Just as you are about to accept an offer of a new position, your practice…
John Borrowman, CPC
Borrowman Baker, LLC
Gallatin, TN
You can get resume tips in hundreds of places. Wouldn’t that advice be more useful if it came from someone who’s seen resumes from BV/LS professionals for almost twenty years?
Let us share what our experience tells us.
Resume readers skim; some more than others. Their eyes actually dart around the page as they read. Your objective is to minimize distractions so it’s easier for them to concentrate on what you’ve worked so hard to put on the page. Eliminate visual effects other than bold. Delete horizontal lines and background fill. Use italics only in rare instances; e.g., to explain particularly unusual job change circumstances, or motivation.
There is a time and a place for a Summary section in your resume. You can use it when you need to translate your BV/LS experience for the benefit of an employer outside the profession. When you’re making a move within the profession, though, a Summary only distracts the reader from the key section: Experience. There could be good material in the Summary, so don’t throw it away altogether. Take elements of the Summary that may be ‘brag points’, insert them under the relevant employer, and illustrate them with specific stories.
When it comes to the Experience section, some argue for a paragraph style and some for bullet points. The answer lies in your personal preference. It is your resume. You have to feel good about it, and that it represents you. Regardless of the choice you make, follow the same basic guidelines.
- Write about what you accomplished, not merely what you did. Write about results, not merely tasks. Use stories to illustrate. Concentrate on stories about how you helped solve a problem for the client during the engagement, and what you’ve done to help work get done more productively and efficiently at your office.
- If you list items in a category (e.g., types of engagements, or client industries), don’t stretch the list beyond three to four items. Limit each bulleted phrase or sentence to a single category.
- If you decide to go with bullet points, use the simplest round bullet. Any other visual effect risks being a distraction that you don’t need. If you feel compelled to use two different versions because you have prepared a subset of points, it’s likely you have too much detail to begin with.
It’s tempting to sub-divide a given Employer section if you’ve been there long enough to advance up the ladder and grow in responsibility, but it’s not as useful as you might think. Focus on the title and the work you do now because it’s that experience you’re trying to leverage into a new position. When you separate sections with prior job titles and dates of employment you can undermine yourself by leaving the immediate impression with the reader that you’ve had several jobs in a short period of time. Even if the reader understands it’s all a single employer, there’s a distraction in the arithmetic you invite the reader to do when you provide separate dates.
If BV/LS is a second (or even third) career for you, work to make the BV/LS experience no less than one-third of the total text devoted to Experience. If your total Experience is long enough to require two pages, do your best to restrict page one to BV/LS experience. If that requires, in turn, that you condense your pre-BV/LS experience, don’t consider that a negative.

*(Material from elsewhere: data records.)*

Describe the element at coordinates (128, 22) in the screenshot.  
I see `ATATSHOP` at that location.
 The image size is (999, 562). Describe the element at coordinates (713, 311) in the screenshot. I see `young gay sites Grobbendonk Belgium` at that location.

If you’ve been out of school more than two or three years, the experience you have is more important than the education you received. That’s why the Experience section comes before Education. When it comes to writing this last section, there is an inverse correlation between the time since graduation and the level of detail you should include. Once you’re more than four or five years out of school, you don’t need much more than degree, school, grad date and a GPA (it it’s especially strong).
There are any number of things your resume can do without. Here are a couple:
- Computer skills. BV/LS employers assume you have basic computer skills, including Excel. Don’t take up valuable space by listing them. On the other hand, listing specific BV/LS databases and resources can be helpful. But, do it in the relevant section of Experience.
- “References Available on Request”. Every potential employer who reads your resume will assume this. Saying it brings no value.
Your resume is your calling card. Its purpose is to help open doors for you. Let it do that by shining the brightest and clearest light on you and your experience.